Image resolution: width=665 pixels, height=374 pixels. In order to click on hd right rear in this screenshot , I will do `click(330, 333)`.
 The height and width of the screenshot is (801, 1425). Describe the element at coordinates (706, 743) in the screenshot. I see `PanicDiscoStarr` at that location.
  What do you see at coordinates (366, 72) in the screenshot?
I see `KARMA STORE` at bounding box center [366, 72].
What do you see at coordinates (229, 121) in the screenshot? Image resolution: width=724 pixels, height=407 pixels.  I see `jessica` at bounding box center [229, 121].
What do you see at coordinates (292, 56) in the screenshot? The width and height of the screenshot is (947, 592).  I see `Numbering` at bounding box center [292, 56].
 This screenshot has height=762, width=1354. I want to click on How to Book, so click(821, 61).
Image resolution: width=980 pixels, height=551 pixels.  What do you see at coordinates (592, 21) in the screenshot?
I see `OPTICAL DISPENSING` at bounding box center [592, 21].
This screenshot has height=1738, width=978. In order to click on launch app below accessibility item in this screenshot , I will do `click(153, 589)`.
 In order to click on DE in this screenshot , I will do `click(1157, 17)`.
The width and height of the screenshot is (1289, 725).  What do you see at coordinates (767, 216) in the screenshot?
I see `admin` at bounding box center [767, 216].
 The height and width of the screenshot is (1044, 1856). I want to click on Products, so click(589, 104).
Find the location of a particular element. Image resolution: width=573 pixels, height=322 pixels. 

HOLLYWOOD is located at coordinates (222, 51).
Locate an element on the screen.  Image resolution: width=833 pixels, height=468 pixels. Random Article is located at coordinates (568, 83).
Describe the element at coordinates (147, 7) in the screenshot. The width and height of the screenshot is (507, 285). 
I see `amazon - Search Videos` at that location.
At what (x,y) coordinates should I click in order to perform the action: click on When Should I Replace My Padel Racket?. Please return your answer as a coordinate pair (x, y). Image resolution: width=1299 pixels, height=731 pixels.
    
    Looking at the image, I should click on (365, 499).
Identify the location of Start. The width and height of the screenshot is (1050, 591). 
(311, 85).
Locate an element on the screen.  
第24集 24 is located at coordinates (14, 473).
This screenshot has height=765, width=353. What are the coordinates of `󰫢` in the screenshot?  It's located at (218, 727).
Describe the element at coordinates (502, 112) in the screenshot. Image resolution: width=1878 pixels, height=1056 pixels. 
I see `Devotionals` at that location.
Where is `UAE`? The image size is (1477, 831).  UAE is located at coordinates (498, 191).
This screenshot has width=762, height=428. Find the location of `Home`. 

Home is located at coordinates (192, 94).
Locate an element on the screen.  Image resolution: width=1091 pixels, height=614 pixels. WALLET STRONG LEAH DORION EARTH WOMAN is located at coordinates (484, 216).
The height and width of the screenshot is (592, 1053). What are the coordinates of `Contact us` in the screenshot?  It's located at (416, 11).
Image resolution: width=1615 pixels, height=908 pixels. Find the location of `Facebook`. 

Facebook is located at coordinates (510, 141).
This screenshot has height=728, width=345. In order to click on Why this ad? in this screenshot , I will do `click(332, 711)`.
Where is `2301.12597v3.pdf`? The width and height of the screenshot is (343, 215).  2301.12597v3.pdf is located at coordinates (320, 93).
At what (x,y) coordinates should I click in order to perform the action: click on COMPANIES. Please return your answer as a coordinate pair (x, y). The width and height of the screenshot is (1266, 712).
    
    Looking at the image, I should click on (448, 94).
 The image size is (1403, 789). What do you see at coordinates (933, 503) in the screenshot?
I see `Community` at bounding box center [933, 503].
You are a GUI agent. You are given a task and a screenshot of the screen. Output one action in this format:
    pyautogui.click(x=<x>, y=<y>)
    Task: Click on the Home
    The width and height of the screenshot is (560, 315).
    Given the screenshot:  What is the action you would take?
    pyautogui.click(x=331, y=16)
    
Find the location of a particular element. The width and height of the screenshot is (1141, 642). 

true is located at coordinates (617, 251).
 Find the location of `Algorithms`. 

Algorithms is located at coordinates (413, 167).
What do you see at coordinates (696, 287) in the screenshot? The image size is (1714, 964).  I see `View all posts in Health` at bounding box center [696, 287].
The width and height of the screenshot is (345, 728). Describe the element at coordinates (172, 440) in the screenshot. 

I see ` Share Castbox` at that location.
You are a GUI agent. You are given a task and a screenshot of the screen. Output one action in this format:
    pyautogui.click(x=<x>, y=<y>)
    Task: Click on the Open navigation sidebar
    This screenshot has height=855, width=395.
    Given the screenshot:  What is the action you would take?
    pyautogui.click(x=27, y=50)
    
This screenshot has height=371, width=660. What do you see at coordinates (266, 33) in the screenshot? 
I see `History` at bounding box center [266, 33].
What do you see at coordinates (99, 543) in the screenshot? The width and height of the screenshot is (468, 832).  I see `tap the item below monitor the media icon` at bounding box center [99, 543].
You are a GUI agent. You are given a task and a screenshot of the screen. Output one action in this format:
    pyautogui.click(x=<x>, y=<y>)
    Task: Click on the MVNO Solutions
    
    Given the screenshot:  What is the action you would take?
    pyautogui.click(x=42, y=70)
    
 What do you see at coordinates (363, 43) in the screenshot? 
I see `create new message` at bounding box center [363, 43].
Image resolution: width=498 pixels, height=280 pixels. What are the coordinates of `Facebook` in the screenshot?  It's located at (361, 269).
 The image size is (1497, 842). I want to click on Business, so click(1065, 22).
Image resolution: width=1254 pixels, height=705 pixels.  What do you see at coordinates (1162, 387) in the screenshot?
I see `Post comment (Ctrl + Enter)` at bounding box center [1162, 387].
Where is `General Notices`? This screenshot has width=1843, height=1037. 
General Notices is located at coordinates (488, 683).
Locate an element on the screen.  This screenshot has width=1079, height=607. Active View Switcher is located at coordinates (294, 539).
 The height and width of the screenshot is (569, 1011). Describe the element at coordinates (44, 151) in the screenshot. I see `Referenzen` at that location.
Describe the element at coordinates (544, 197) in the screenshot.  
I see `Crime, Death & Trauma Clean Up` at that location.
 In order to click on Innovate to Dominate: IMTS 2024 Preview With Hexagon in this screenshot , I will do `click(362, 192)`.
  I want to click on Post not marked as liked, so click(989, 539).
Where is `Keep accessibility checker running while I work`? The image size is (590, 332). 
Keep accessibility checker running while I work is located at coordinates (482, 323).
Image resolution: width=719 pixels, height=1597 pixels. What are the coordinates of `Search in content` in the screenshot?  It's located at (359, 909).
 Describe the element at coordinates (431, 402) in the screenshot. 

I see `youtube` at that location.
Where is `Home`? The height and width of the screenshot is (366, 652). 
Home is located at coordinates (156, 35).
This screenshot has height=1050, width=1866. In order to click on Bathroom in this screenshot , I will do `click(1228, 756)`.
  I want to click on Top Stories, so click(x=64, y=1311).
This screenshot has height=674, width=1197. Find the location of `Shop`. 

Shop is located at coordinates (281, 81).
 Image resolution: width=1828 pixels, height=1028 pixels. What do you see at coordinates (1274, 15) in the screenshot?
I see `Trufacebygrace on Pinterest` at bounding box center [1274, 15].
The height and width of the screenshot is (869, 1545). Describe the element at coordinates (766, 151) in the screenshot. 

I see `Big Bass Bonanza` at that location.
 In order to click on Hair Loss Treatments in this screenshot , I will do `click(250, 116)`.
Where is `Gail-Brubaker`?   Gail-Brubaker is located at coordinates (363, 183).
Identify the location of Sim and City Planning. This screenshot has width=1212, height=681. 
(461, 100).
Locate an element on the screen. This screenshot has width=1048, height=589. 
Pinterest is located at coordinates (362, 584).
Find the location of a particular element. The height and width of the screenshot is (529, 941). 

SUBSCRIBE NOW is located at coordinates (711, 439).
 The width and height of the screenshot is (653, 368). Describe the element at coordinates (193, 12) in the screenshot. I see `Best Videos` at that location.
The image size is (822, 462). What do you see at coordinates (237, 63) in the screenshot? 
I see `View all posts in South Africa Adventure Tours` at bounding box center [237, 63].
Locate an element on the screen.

━━━━━━

- [WHAT TO WORK ON]: Retype exactly the lines of the data above that fall between the line with "Task: Click on the Open" and the line with "Task: Click on the MVNO Solutions", inclusive, and add nothing.

- [ANSWER TO THIS PROBLEM]:
    Task: Click on the Open navigation sidebar
    This screenshot has height=855, width=395.
    Given the screenshot:  What is the action you would take?
    pyautogui.click(x=27, y=50)
    
This screenshot has height=371, width=660. What do you see at coordinates (266, 33) in the screenshot? 
I see `History` at bounding box center [266, 33].
What do you see at coordinates (99, 543) in the screenshot? The width and height of the screenshot is (468, 832).  I see `tap the item below monitor the media icon` at bounding box center [99, 543].
You are a GUI agent. You are given a task and a screenshot of the screen. Output one action in this format:
    pyautogui.click(x=<x>, y=<y>)
    Task: Click on the MVNO Solutions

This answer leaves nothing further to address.